Thursday 3 January 2013

Climate change warnings not trivial

When told by a doctor that one’s health is deteriorating as a result of stress, poor diet or smoking, most rational people accept the need for changes to reduce the risks. Some may seek a second opinion. Only a few will keep going until they eventually find a doctor who will assure them that their health is not declining or that if it is, it is caused by something beyond their control. Many people don’t find it easy to change their lifestyle even when they know the consequences. After all, the real consequences are probably many years away.

Our responses to climate change have followed a similar pattern.
The diagnosis was largely confirmed in the late 1980s after many years of research. In Australia our foremost scientific organisation, the CSIRO, ran conferences in 1987/88 where their climate change predictions were aired for all to see. Just imagine what we might have achieved if some modest changes were instituted 20 years ago!
At the Rio Earth Summit in 1992 a “warning to humanity” was issued by almost sixteen hundred of the world's most eminent scientists from 69 nations and including more than half the Nobel Prize winners. The document said that “fundamental changes are urgent”, but humanity, or at least our leaders, weren’t listening.

The scientists repeated their warning in even stronger terms in the lead up to the 1997 Kyoto summit, calling for “massive reductions in greenhouse gas emissions.” The best our leaders could manage was a meagre 6% average reduction target for the developed countries by 2012 which won’t be achieved anyway.

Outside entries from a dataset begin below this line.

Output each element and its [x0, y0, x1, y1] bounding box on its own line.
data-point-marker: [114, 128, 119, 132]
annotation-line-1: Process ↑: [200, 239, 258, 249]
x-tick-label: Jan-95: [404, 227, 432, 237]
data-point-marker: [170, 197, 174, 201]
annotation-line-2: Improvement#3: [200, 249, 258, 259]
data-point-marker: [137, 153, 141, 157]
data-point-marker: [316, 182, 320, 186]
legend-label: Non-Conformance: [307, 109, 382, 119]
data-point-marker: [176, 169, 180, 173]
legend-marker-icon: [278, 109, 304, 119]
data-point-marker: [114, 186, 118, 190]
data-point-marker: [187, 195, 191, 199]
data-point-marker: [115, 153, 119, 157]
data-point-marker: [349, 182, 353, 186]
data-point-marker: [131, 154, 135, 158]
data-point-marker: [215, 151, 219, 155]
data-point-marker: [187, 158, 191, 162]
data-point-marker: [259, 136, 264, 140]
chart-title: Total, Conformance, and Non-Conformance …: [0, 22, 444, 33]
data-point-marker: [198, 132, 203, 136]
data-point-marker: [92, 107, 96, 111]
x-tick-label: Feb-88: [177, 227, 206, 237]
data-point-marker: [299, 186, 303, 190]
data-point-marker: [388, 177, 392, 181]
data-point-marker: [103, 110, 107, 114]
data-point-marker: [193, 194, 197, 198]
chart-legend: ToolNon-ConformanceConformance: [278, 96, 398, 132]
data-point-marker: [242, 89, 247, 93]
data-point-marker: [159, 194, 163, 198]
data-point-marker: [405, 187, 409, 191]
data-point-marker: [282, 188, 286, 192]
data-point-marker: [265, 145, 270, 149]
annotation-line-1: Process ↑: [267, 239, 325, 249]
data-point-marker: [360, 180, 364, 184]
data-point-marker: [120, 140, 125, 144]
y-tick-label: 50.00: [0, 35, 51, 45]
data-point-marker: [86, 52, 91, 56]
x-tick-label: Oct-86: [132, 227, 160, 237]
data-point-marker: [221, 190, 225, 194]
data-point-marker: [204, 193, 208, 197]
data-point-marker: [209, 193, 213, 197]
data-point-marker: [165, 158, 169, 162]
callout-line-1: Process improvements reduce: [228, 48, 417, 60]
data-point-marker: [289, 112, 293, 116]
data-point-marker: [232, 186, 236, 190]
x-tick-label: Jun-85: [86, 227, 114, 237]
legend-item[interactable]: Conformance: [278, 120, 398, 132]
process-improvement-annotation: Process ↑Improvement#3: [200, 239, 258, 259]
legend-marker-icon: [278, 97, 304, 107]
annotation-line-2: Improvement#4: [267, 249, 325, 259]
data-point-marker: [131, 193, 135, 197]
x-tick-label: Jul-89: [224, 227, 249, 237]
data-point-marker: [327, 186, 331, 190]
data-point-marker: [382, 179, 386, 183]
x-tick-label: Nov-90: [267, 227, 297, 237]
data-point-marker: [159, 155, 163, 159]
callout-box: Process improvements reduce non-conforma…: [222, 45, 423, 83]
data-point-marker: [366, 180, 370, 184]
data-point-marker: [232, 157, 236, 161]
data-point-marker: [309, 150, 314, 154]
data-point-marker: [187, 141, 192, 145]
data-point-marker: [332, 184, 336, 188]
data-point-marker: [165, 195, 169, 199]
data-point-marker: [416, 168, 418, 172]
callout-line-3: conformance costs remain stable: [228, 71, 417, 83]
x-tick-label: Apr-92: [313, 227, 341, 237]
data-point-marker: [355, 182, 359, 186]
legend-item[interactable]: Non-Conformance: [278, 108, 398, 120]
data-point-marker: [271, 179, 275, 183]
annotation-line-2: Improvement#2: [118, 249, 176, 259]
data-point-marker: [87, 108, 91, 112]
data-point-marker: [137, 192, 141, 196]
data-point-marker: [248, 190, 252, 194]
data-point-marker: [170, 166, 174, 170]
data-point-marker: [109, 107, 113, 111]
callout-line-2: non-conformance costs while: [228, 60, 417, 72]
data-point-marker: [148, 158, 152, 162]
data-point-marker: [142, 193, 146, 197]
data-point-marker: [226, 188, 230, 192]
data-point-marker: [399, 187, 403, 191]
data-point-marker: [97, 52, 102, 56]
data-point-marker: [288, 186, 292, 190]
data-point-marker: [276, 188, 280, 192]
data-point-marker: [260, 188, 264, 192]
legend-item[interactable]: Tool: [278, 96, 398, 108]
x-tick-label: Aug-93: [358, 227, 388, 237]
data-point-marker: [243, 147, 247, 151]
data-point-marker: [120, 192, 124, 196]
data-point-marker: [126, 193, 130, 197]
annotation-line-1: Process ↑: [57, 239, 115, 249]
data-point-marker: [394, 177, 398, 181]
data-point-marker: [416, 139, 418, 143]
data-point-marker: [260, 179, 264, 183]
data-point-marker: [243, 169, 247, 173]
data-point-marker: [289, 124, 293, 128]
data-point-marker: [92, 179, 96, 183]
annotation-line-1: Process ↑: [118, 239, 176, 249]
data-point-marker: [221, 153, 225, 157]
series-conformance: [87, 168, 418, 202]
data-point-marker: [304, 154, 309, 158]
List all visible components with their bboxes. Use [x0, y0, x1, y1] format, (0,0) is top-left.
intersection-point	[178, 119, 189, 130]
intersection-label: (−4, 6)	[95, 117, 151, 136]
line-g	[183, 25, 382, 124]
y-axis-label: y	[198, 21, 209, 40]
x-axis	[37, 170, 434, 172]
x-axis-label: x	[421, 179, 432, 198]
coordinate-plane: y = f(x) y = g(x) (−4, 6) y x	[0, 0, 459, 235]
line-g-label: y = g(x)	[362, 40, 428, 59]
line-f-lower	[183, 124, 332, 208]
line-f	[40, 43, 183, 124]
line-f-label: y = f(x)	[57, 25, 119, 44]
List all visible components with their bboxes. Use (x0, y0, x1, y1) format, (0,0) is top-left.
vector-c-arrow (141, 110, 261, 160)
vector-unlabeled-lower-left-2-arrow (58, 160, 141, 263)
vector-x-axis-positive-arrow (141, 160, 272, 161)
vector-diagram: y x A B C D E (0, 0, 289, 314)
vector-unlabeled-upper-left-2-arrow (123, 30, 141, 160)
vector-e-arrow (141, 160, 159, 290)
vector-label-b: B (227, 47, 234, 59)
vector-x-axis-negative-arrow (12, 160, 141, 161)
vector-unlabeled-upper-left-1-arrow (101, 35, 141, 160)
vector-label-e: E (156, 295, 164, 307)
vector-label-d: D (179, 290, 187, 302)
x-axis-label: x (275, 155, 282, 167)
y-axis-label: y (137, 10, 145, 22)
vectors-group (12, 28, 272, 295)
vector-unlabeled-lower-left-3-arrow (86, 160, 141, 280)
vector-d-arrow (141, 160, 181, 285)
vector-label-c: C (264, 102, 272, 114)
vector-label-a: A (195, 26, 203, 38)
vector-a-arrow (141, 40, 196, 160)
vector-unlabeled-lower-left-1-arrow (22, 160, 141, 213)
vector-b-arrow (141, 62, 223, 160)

But worse was to come. Vested interests and governments around the word, including Australia, sought to marginalise scientists who continued to issue warnings. Scientists at our own CSIRO have been censored numerous times over the years. The few scientists that questioned whether climate change was caused by humans were given unprecedented exposure in an attempt to muddy the waters in a debate that should have already been well and truly decided.

Denial is no longer possible now that the health of the patient is clearly declining. But it seems that changing our behaviour is just as difficult as for the workaholic to slow down, the junk food junkie to eat healthy or the smoker to quit. But it’s not just our lives that are at stake here - it’s the future of human civilisation, hardly a trivial matter. We owe it to future generations to finally heed the scientists’ warnings.